Task requirements: What is needed is an exact copy of every line from the one containing "The image size is (1034, 581)." through the end of the entries; please set it down without any pictures.

Input:
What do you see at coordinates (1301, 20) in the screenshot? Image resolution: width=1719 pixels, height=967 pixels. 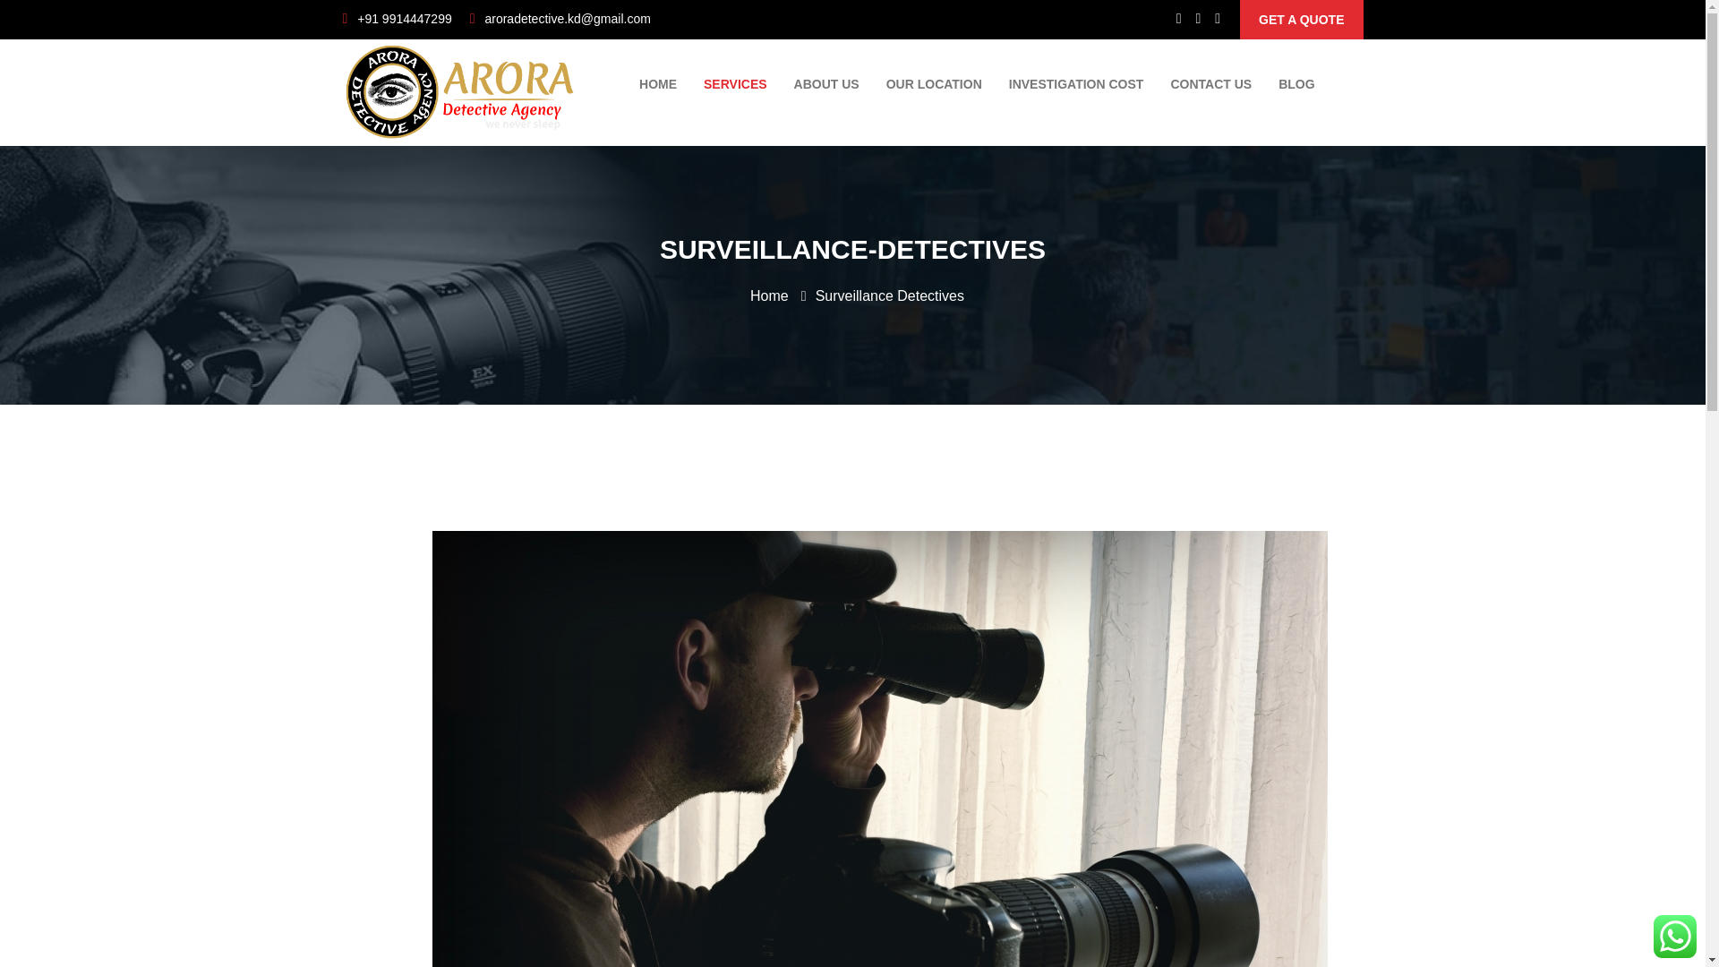 I see `GET A QUOTE` at bounding box center [1301, 20].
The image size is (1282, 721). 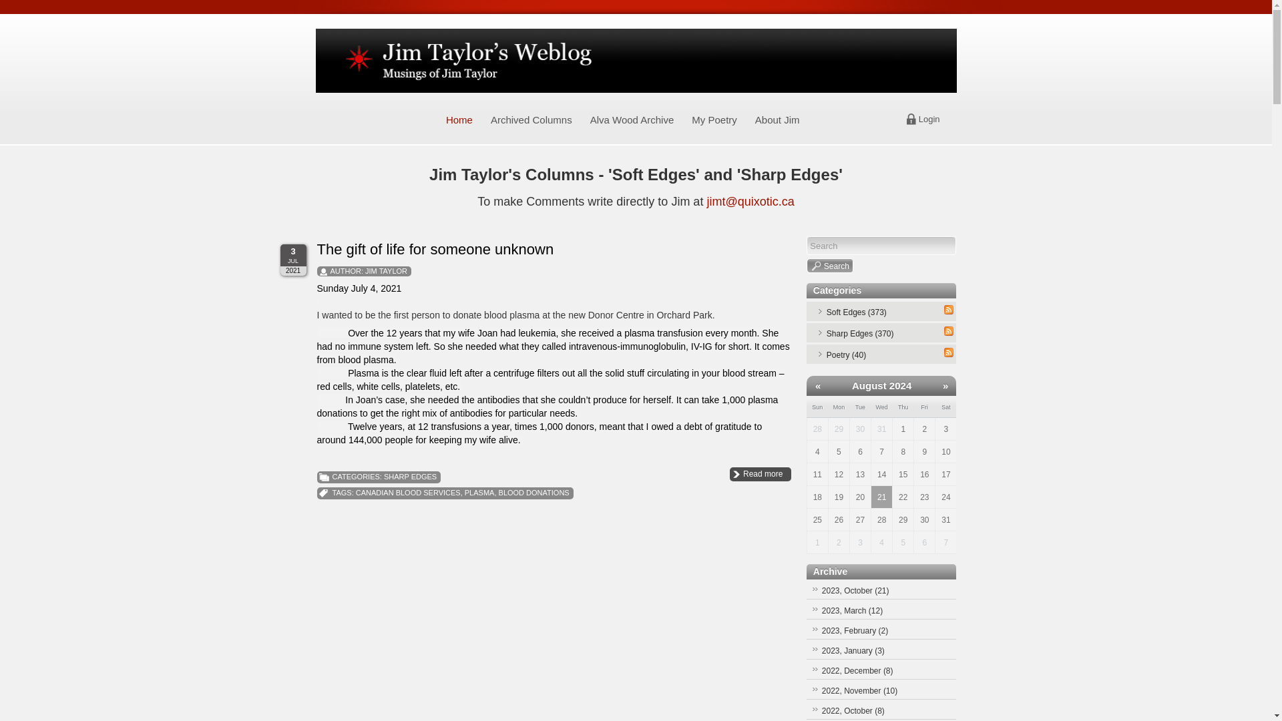 What do you see at coordinates (459, 120) in the screenshot?
I see `Home` at bounding box center [459, 120].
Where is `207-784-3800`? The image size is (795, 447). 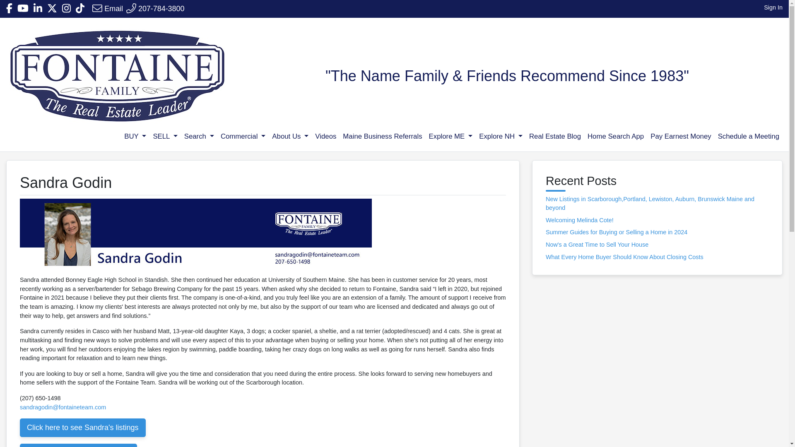 207-784-3800 is located at coordinates (155, 8).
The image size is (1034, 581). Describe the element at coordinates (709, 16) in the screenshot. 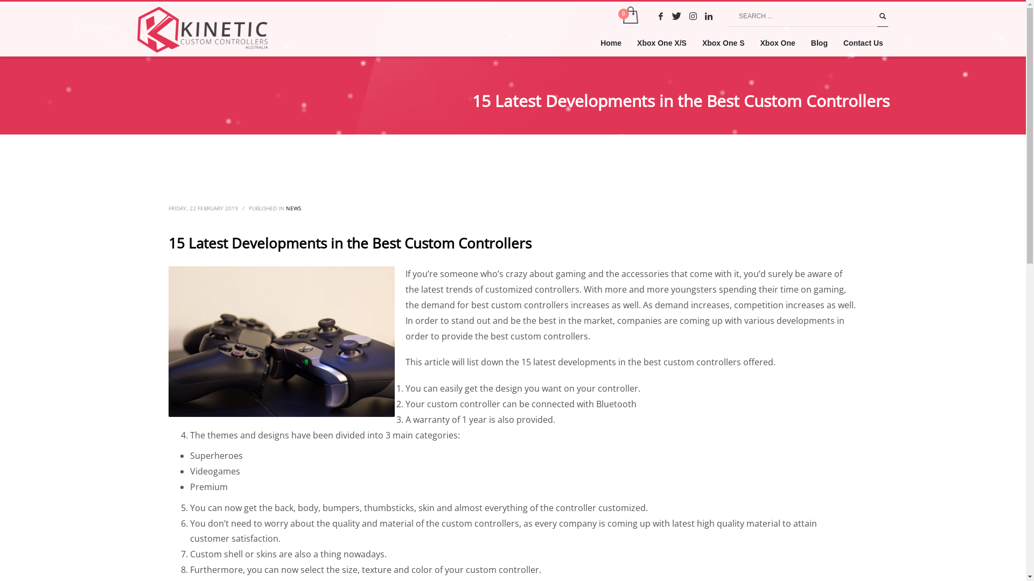

I see `LinkedIn` at that location.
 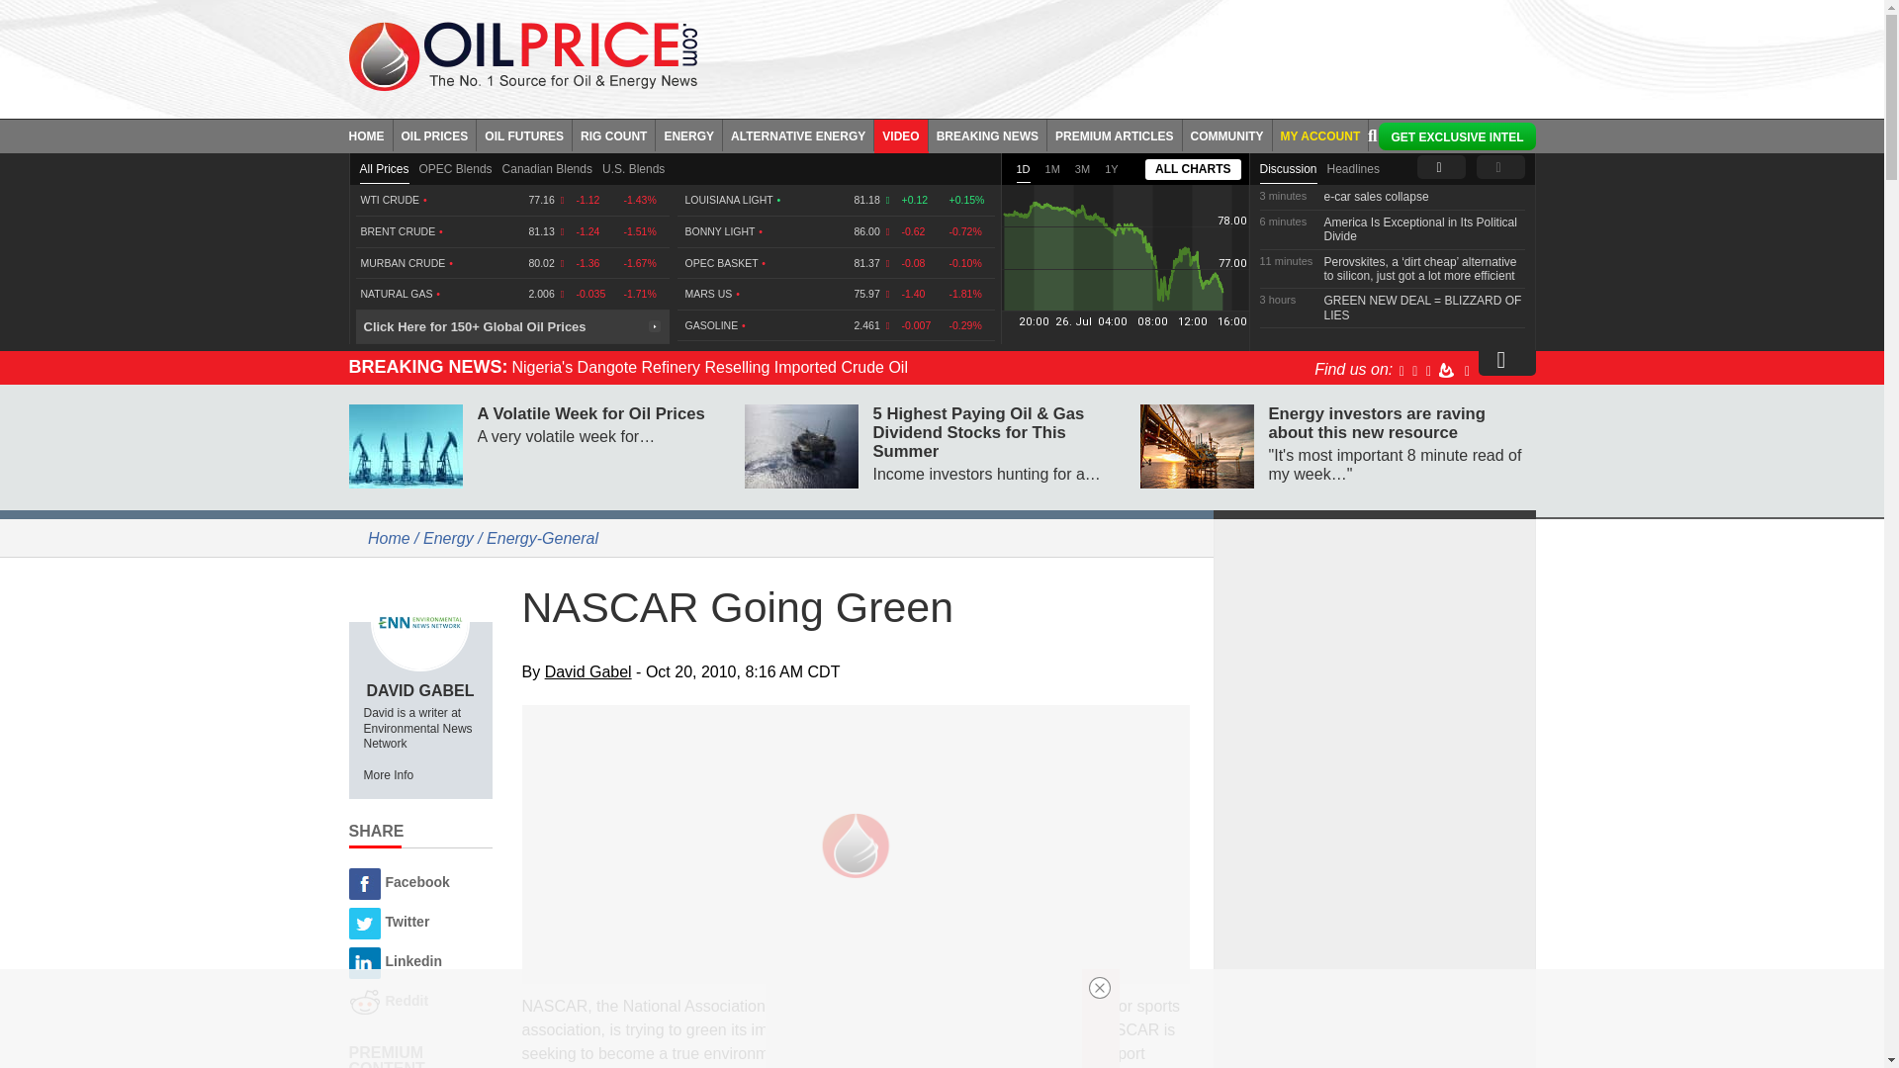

Answer:
The image size is (1034, 581). Describe the element at coordinates (709, 16) in the screenshot. 

I see `LinkedIn` at that location.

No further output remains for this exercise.